Multi-method based characterization of calving events at Sálajiegna Glacier - Lake Sulitelma, Northern Sweden

Schulthess, Martin January 2021 (has links)
Sea level rise concerns millions of people in coastal areas across the globe. One of the largest uncertainties to project future sea level rise is the frontal ablation (accounting for calving and submarine melt) at marine ice margins, around the Greenland and Antarctic Ice Sheet. High rates of frontal ablation have been observed to imply, through loss of the buttressing effect but not limited to it, increased mass loss from marine terminating glaciers and hence, associated sea level rise. This study focuses on calving processes at a freshwater lake in northern Sweden, which represents a simpler environment to study calving processes than the marine one, because impacts of tides, salinity, and circulation (all known to be relevant at marine ice-ocean boundaries) can be neglected.

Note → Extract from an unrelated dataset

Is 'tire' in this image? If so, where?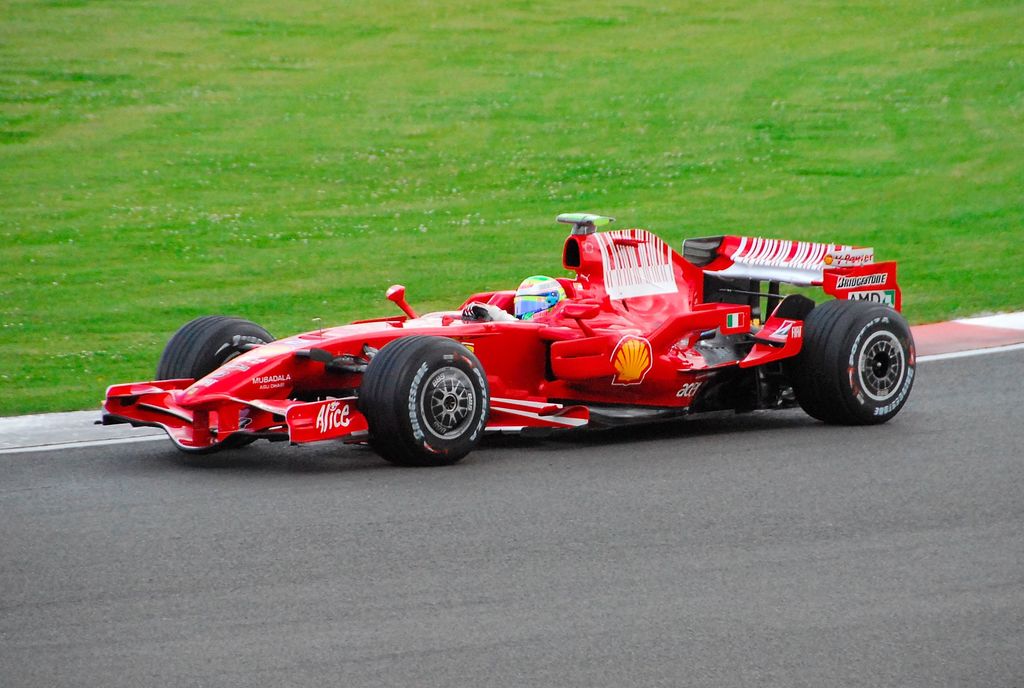
Yes, at 156:317:275:451.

A multi-method approach to quantify and characterize calving events is presented here, exploring and analysing the underwater acoustic soundscape at a calving glacier front, in connection with optical, image-based methods such as time- lapse photography, and photogrammetry based on footage acquired by an uncrewed aerial vehicle (UAV). An acoustic detector is developed, tested and applied to data set acquired during 2020, and results indicate that the acoustic detector can be an important complement in the range of tools used to observe, and quantify, calving. Applied in remote locations, where continuous monitoring is difficult and where optical methods are of limited use, collecting acoustic data and monitoring calving by means of its acoustic signature could render insights previously not available (because of lacking data and methodology).